▶ Activity: Transcribe the data in full and exactly, omitting any pictures.
========
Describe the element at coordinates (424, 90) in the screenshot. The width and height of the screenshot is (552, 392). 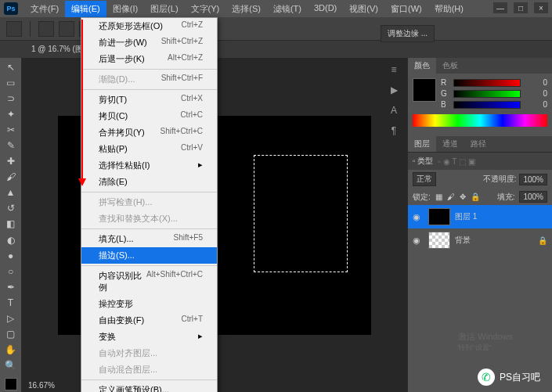
I see `color-fg-swatch` at that location.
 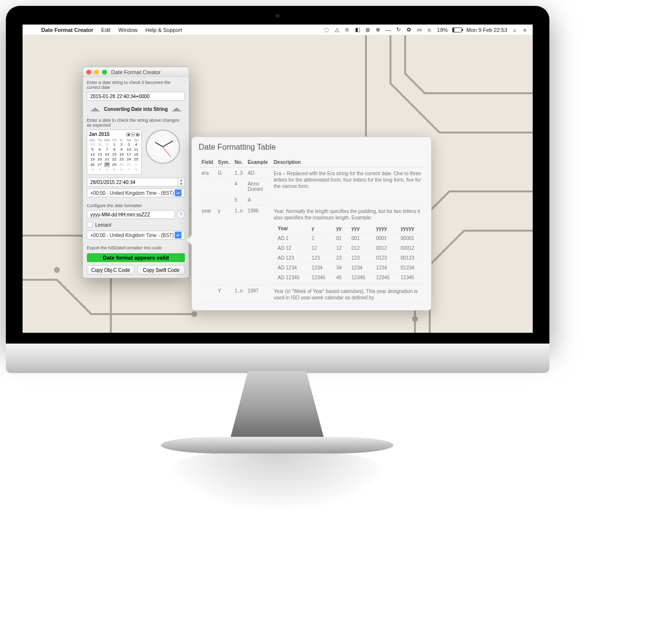 I want to click on time-picker-clock, so click(x=163, y=147).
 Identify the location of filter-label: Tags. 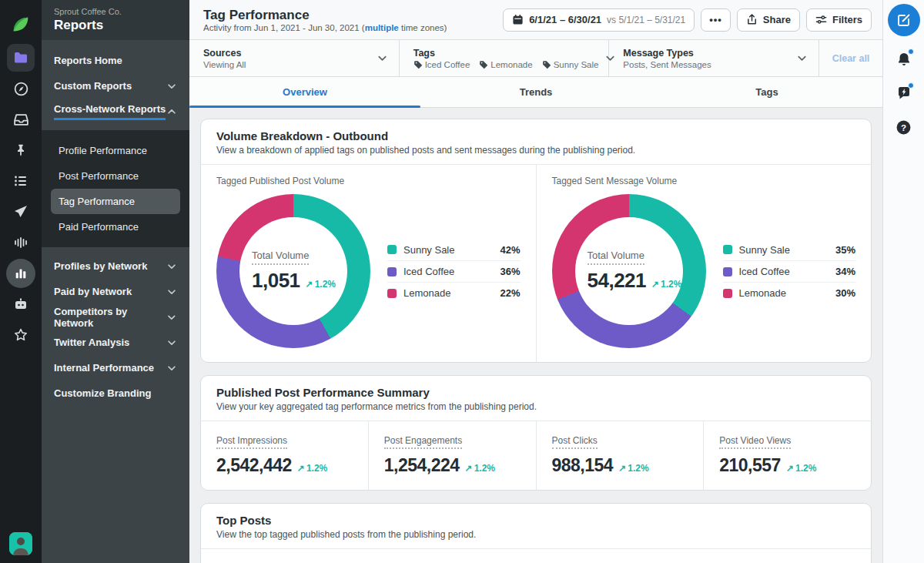
(510, 53).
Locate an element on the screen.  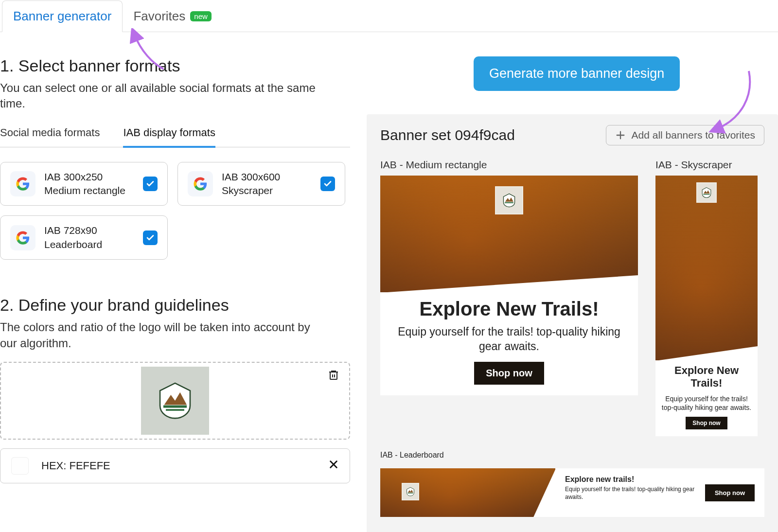
format-line1: IAB 728x90 is located at coordinates (89, 231).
========
▶ Problem solution:
Describe the element at coordinates (424, 90) in the screenshot. The width and height of the screenshot is (552, 392). 
I see `color-fg-swatch` at that location.
  I want to click on time-picker-clock, so click(x=163, y=147).
 Identify the location of filter-label: Tags. 
(510, 53).
Locate an element on the screen.  
format-line1: IAB 728x90 is located at coordinates (89, 231).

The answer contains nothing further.